How we adapt to aging late in life may be genetically influenced, according to a study led by a psychologist at the University of California, Riverside.
The research, published in Aging Cell, has implications for how epigenetic factors relate to aging. Epigenesis is a process in which chemicals attached to DNA control its activity. Epigenetic changes, which can be passed on to offspring, may be critical to accelerated aging as well as declines in cognitive and physical functioning that often accompany aging. Epigenetic modifications resulting in altered gene expression may occur due to a number of biological processes, including one the researchers focused on: DNA methylation.
In DNA methylation, methyl groups are added to the DNA molecule. DNA has four different types of nucleotides: A, T, G, and C. DNA methylation occurs at the C bases of eukaryotic DNA. Changes in DNA methylation correlate strongly with aging.
Chandra Reynolds, a professor of psychology at UCR and her colleagues considered DNA methylation across a 10‐year span in 96 pairs of same‐sex aging Swedish and Danish twins — the first longitudinal twin study to establish the extent to which genetic and environmental influences contribute to site-specific DNA methylation across time.
They found individual differences in blood DNA methylation measured at more than 350,000 sites in the aging twins across the epigenome are partly heritable in late life and longitudinally across a decade — ages 69 to 79. These findings can help scientists better understand the genetic and environmental contributions to the stability and dynamics of methylation in aging and sets a stage for future work in diverse populations.
“We also found methylation sites previously associated with age and included in methylation ‘clocks’ are more heritable than the other remaining sites,” said Reynolds, an expert on cognitive aging, who led the research. “The sites evidencing the greatest heritability reside in genes that participate in immune-inflammatory as well as neurotransmitter pathways. Sites that show less stability in methylation across 10 years reside in genes that participate in stress-related pathways.”
The finding that age-related sites are among the most heritable supports the genetic regulation of biological aging rates, including regulation of how well people respond to environmental challenges, such as exposures to viruses like SARS-Cov-2, the virus that spreads COVID-19.
“Altered methylation patterns have been observed with aging, and as methylation differences may result in part from our experiences and behavior, they may be modifiable,” Reynolds said. “Our results highlight that even in late life, amid the ‘slings and arrows of outrageous fortune,’ some of the individual differences in methylation are moderately heritable and contribute to methylation patterns 10 years later.”
Reynolds further explained that genetic influences contribute to stability while nonshared factors accumulate in importance with age, signaling an increasing diversity of how people respond to environmental exposures. Heritability is due generally to stable genetic contributions, she said, but with an increasing role of nonshared environmental factors — those unique to a person and not shared with her siblings — across age.
According to Reynolds, DNA methylation sites related to aging are more heritable overall. This is consistent with the genetic regulation of biological aging rates, perhaps including sites in genes involved in immune-inflammatory pathways and neurotransmitter pathways, and explains how people adapt to health and aging conditions.
“The most heritable sites may participate in these pathways, which suggests that adaptions to aging and senescence may be differentially impacted by genetic background,” she said. “That the most heritable or familial sites lie within genes that participate in immune-inflammatory pathways suggests that how we adapt to aging processes, including resistance to — or challenges from — illness, may be partly genetically regulated.”
Reynolds was joined in the study by Elizabeth Munoz at UCR; Qihua Tan, Jacob Hjelmborg, and Lene Christiansen at the University of Southern Denmark; and Juulia Jylhävä, Sara Hägg, and Nancy L. Pedersen at Karolinska Institutet in Sweden.
Twins were selected from the Swedish Adoption Twin Study of Aging and the Longitudinal Study of Aging Danish Twins. The collaborative work in this study was supported in part by the National Institute on Aging.
The title of the research paper is “A decade of epigenetic change in aging twins: Genetic and environmental contributions to longitudinal DNA methylation.”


#### Exercise directions
Look through the data for the string "screenshot". Copy every line where it is found.

#### Extracted information
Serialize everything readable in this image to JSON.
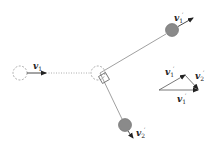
{
  "diagram": {
    "type": "elastic collision vector diagram",
    "colors": {
      "line": "#777777",
      "ball_fill": "#8a8a8a",
      "ball_stroke": "#666666",
      "dashed_circle": "#999999",
      "arrow": "#222222"
    },
    "labels": {
      "v1_initial": {
        "base": "v",
        "sub": "1",
        "sup": ""
      },
      "v1_final": {
        "base": "v",
        "sub": "1",
        "sup": "′"
      },
      "v2_final": {
        "base": "v",
        "sub": "2",
        "sup": "′"
      },
      "triangle_v1_final": {
        "base": "v",
        "sub": "1",
        "sup": "′"
      },
      "triangle_v2_final": {
        "base": "v",
        "sub": "2",
        "sup": "′"
      },
      "triangle_v1_base": {
        "base": "v",
        "sub": "1",
        "sup": "′"
      }
    },
    "elements": [
      "initial-ball-position (dashed circle)",
      "collision-point-ball (dashed circle)",
      "right-angle-marker",
      "ball-1-after-collision (gray)",
      "ball-2-after-collision (gray)",
      "vector-triangle"
    ]
  }
}
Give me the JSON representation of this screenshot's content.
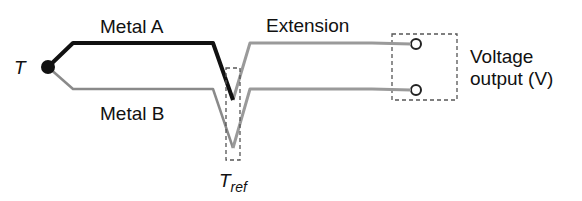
{
  "labels": {
    "hot_junction": "T",
    "metal_a": "Metal A",
    "metal_b": "Metal B",
    "extension": "Extension",
    "voltage_line1": "Voltage",
    "voltage_line2": "output (V)",
    "ref_junction_main": "T",
    "ref_junction_sub": "ref"
  },
  "colors": {
    "metal_a": "#111111",
    "metal_b": "#8a8a8a",
    "extension": "#9a9a9a",
    "dashed_box": "#555555",
    "terminal": "#222222"
  }
}
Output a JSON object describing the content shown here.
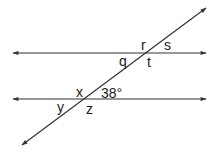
{
  "diagram": {
    "type": "parallel-lines-transversal",
    "stroke_color": "#333333",
    "lines": {
      "upper": {
        "y": 53,
        "x1": 13,
        "x2": 206
      },
      "lower": {
        "y": 99,
        "x1": 13,
        "x2": 206
      },
      "transversal": {
        "x1": 22,
        "y1": 145,
        "x2": 206,
        "y2": 8
      }
    },
    "labels": {
      "r": "r",
      "s": "s",
      "q": "q",
      "t": "t",
      "x": "x",
      "given_angle": "38°",
      "y": "y",
      "z": "z"
    }
  }
}
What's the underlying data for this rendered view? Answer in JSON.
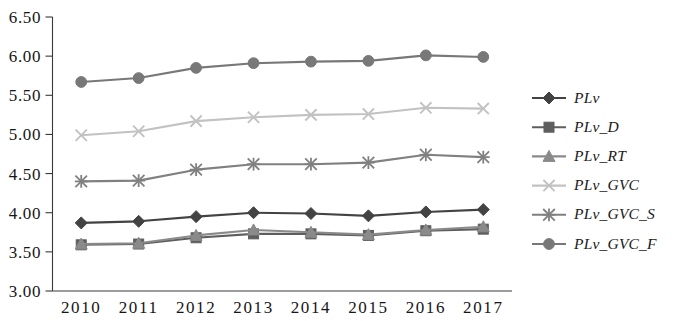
{
  "chart_data": {
    "type": "line",
    "title": "",
    "subtitle": "",
    "xlabel": "",
    "ylabel": "",
    "categories": [
      "2010",
      "2011",
      "2012",
      "2013",
      "2014",
      "2015",
      "2016",
      "2017"
    ],
    "x": [
      2010,
      2011,
      2012,
      2013,
      2014,
      2015,
      2016,
      2017
    ],
    "ylim": [
      3.0,
      6.5
    ],
    "yticks": [
      "3.00",
      "3.50",
      "4.00",
      "4.50",
      "5.00",
      "5.50",
      "6.00",
      "6.50"
    ],
    "ytick_values": [
      3.0,
      3.5,
      4.0,
      4.5,
      5.0,
      5.5,
      6.0,
      6.5
    ],
    "grid": false,
    "legend_position": "right",
    "series": [
      {
        "name": "PLv",
        "marker": "diamond",
        "color": "#434343",
        "values": [
          3.87,
          3.89,
          3.95,
          4.0,
          3.99,
          3.96,
          4.01,
          4.04
        ]
      },
      {
        "name": "PLv_D",
        "marker": "square",
        "color": "#5e5e5e",
        "values": [
          3.59,
          3.6,
          3.68,
          3.73,
          3.73,
          3.71,
          3.77,
          3.79
        ]
      },
      {
        "name": "PLv_RT",
        "marker": "triangle",
        "color": "#8a8a8a",
        "values": [
          3.6,
          3.61,
          3.71,
          3.78,
          3.75,
          3.72,
          3.78,
          3.82
        ]
      },
      {
        "name": "PLv_GVC",
        "marker": "x",
        "color": "#c2c2c2",
        "values": [
          4.99,
          5.04,
          5.17,
          5.22,
          5.25,
          5.26,
          5.34,
          5.33
        ]
      },
      {
        "name": "PLv_GVC_S",
        "marker": "asterisk",
        "color": "#808080",
        "values": [
          4.4,
          4.41,
          4.55,
          4.62,
          4.62,
          4.64,
          4.74,
          4.71
        ]
      },
      {
        "name": "PLv_GVC_F",
        "marker": "circle",
        "color": "#787878",
        "values": [
          5.67,
          5.72,
          5.85,
          5.91,
          5.93,
          5.94,
          6.01,
          5.99
        ]
      }
    ]
  }
}
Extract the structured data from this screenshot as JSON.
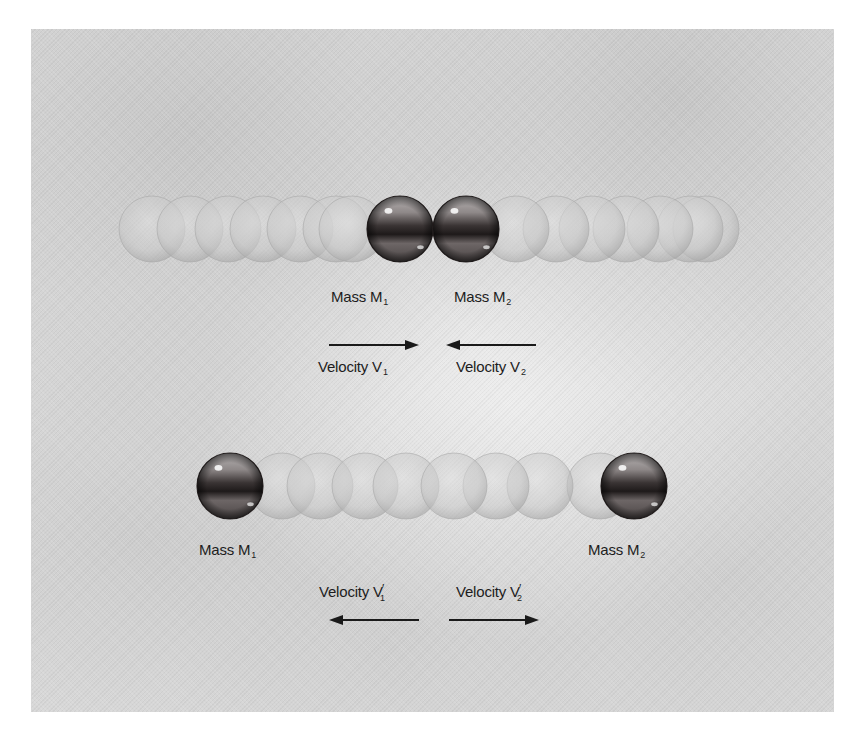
{
  "diagram": {
    "colors": {
      "background": "#dcdcdc",
      "frame_outside": "#ffffff",
      "ghost_ball": "#c8c8c8",
      "solid_ball_dark": "#2e2a2a",
      "text": "#1d1d1d",
      "arrow": "#1a1a1a"
    },
    "before_collision": {
      "mass1_label": {
        "text": "Mass M",
        "sub": "1"
      },
      "mass2_label": {
        "text": "Mass M",
        "sub": "2"
      },
      "velocity1_label": {
        "text": "Velocity V",
        "sub": "1"
      },
      "velocity2_label": {
        "text": "Velocity V",
        "sub": "2"
      },
      "arrow1_direction": "right",
      "arrow2_direction": "left",
      "row_center_y": 229,
      "ball_radius": 33,
      "ghost_balls_left_x": [
        152,
        190,
        228,
        263,
        300,
        336,
        352
      ],
      "ghost_balls_right_x": [
        516,
        556,
        592,
        626,
        660,
        690,
        706
      ],
      "solid_ball_m1_x": 400,
      "solid_ball_m2_x": 466
    },
    "after_collision": {
      "mass1_label": {
        "text": "Mass M",
        "sub": "1"
      },
      "mass2_label": {
        "text": "Mass M",
        "sub": "2"
      },
      "velocity1_label": {
        "text": "Velocity V",
        "prime": "′",
        "sub": "1"
      },
      "velocity2_label": {
        "text": "Velocity V",
        "prime": "′",
        "sub": "2"
      },
      "arrow1_direction": "left",
      "arrow2_direction": "right",
      "row_center_y": 486,
      "ball_radius": 33,
      "ghost_balls_left_x": [
        282,
        320,
        365,
        406
      ],
      "ghost_balls_right_x": [
        454,
        496,
        540,
        600
      ],
      "solid_ball_m1_x": 230,
      "solid_ball_m2_x": 634
    }
  }
}
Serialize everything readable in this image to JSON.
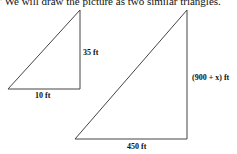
{
  "caption": "' We will draw the picture as two similar triangles.",
  "small_triangle": {
    "height_label": "35 ft",
    "base_label": "10 ft"
  },
  "large_triangle": {
    "height_label": "(900 + x) ft",
    "base_label": "450 ft"
  }
}
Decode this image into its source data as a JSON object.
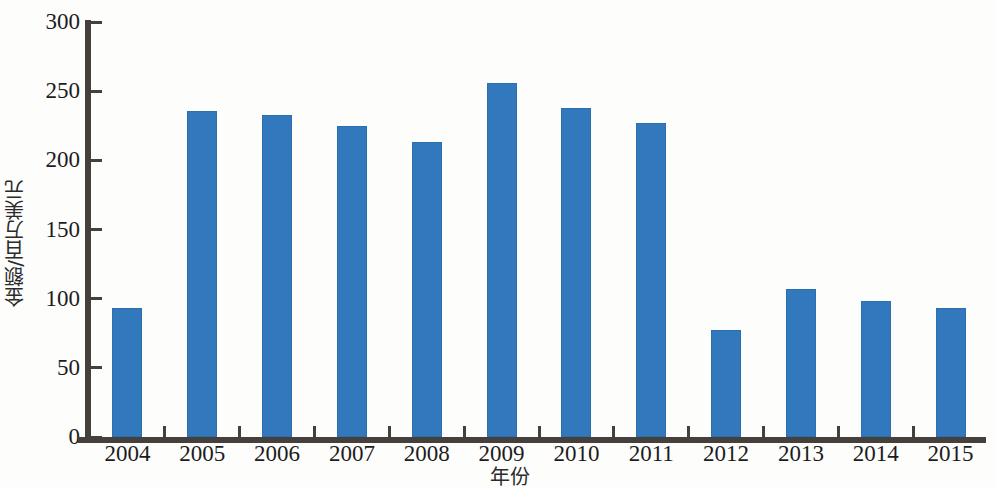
{
  "chart_data": {
    "type": "bar",
    "title": "",
    "subtitle": "",
    "xlabel": "年份",
    "ylabel": "金额/百万美元",
    "categories": [
      "2004",
      "2005",
      "2006",
      "2007",
      "2008",
      "2009",
      "2010",
      "2011",
      "2012",
      "2013",
      "2014",
      "2015"
    ],
    "values": [
      93,
      236,
      233,
      225,
      213,
      256,
      238,
      227,
      77,
      107,
      98,
      93
    ],
    "series": [
      {
        "name": "金额",
        "values": [
          93,
          236,
          233,
          225,
          213,
          256,
          238,
          227,
          77,
          107,
          98,
          93
        ]
      }
    ],
    "ylim": [
      0,
      300
    ],
    "ytick_step": 50,
    "ytick_labels": [
      "0",
      "50",
      "100",
      "150",
      "200",
      "250",
      "300"
    ],
    "xtick_labels": [
      "2004",
      "2005",
      "2006",
      "2007",
      "2008",
      "2009",
      "2010",
      "2011",
      "2012",
      "2013",
      "2014",
      "2015"
    ],
    "grid": false,
    "legend": false,
    "legend_position": "none",
    "annotations": [],
    "colors": {
      "bar": "#3179bc",
      "axis": "#45403c",
      "text": "#1c1c1c",
      "background": "#fdfdfc"
    }
  }
}
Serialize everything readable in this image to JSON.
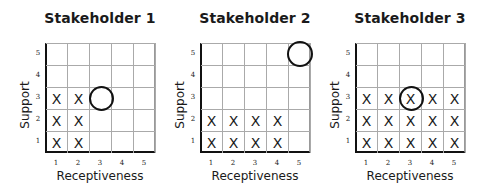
{
  "chart_data": [
    {
      "type": "scatter",
      "title": "Stakeholder 1",
      "xlabel": "Receptiveness",
      "ylabel": "Support",
      "x_ticks": [
        "1",
        "2",
        "3",
        "4",
        "5"
      ],
      "y_ticks": [
        "1",
        "2",
        "3",
        "4",
        "5"
      ],
      "xlim": [
        1,
        5
      ],
      "ylim": [
        1,
        5
      ],
      "grid": true,
      "x_marks": [
        [
          1,
          1
        ],
        [
          2,
          1
        ],
        [
          1,
          2
        ],
        [
          2,
          2
        ],
        [
          1,
          3
        ],
        [
          2,
          3
        ]
      ],
      "circle": [
        3,
        3
      ]
    },
    {
      "type": "scatter",
      "title": "Stakeholder 2",
      "xlabel": "Receptiveness",
      "ylabel": "Support",
      "x_ticks": [
        "1",
        "2",
        "3",
        "4",
        "5"
      ],
      "y_ticks": [
        "1",
        "2",
        "3",
        "4",
        "5"
      ],
      "xlim": [
        1,
        5
      ],
      "ylim": [
        1,
        5
      ],
      "grid": true,
      "x_marks": [
        [
          1,
          1
        ],
        [
          2,
          1
        ],
        [
          3,
          1
        ],
        [
          4,
          1
        ],
        [
          1,
          2
        ],
        [
          2,
          2
        ],
        [
          3,
          2
        ],
        [
          4,
          2
        ]
      ],
      "circle": [
        5,
        5
      ]
    },
    {
      "type": "scatter",
      "title": "Stakeholder 3",
      "xlabel": "Receptiveness",
      "ylabel": "Support",
      "x_ticks": [
        "1",
        "2",
        "3",
        "4",
        "5"
      ],
      "y_ticks": [
        "1",
        "2",
        "3",
        "4",
        "5"
      ],
      "xlim": [
        1,
        5
      ],
      "ylim": [
        1,
        5
      ],
      "grid": true,
      "x_marks": [
        [
          1,
          1
        ],
        [
          2,
          1
        ],
        [
          3,
          1
        ],
        [
          4,
          1
        ],
        [
          5,
          1
        ],
        [
          1,
          2
        ],
        [
          2,
          2
        ],
        [
          3,
          2
        ],
        [
          4,
          2
        ],
        [
          5,
          2
        ],
        [
          1,
          3
        ],
        [
          2,
          3
        ],
        [
          3,
          3
        ],
        [
          4,
          3
        ],
        [
          5,
          3
        ]
      ],
      "circle": [
        3,
        3
      ]
    }
  ],
  "mark_symbol": "X",
  "colors": {
    "line": "#111111",
    "grid": "#aaaaaa",
    "text": "#1a1a1a"
  }
}
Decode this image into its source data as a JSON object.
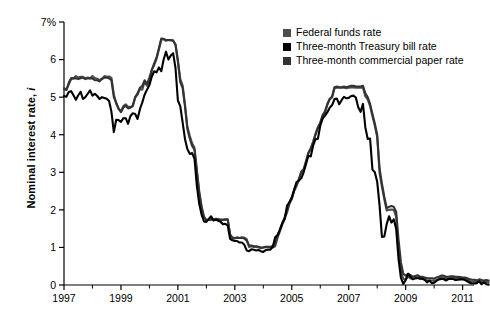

#### Solution to this task
Give me the JSON representation of this screenshot's content.
Extract the structured data from this screenshot as JSON.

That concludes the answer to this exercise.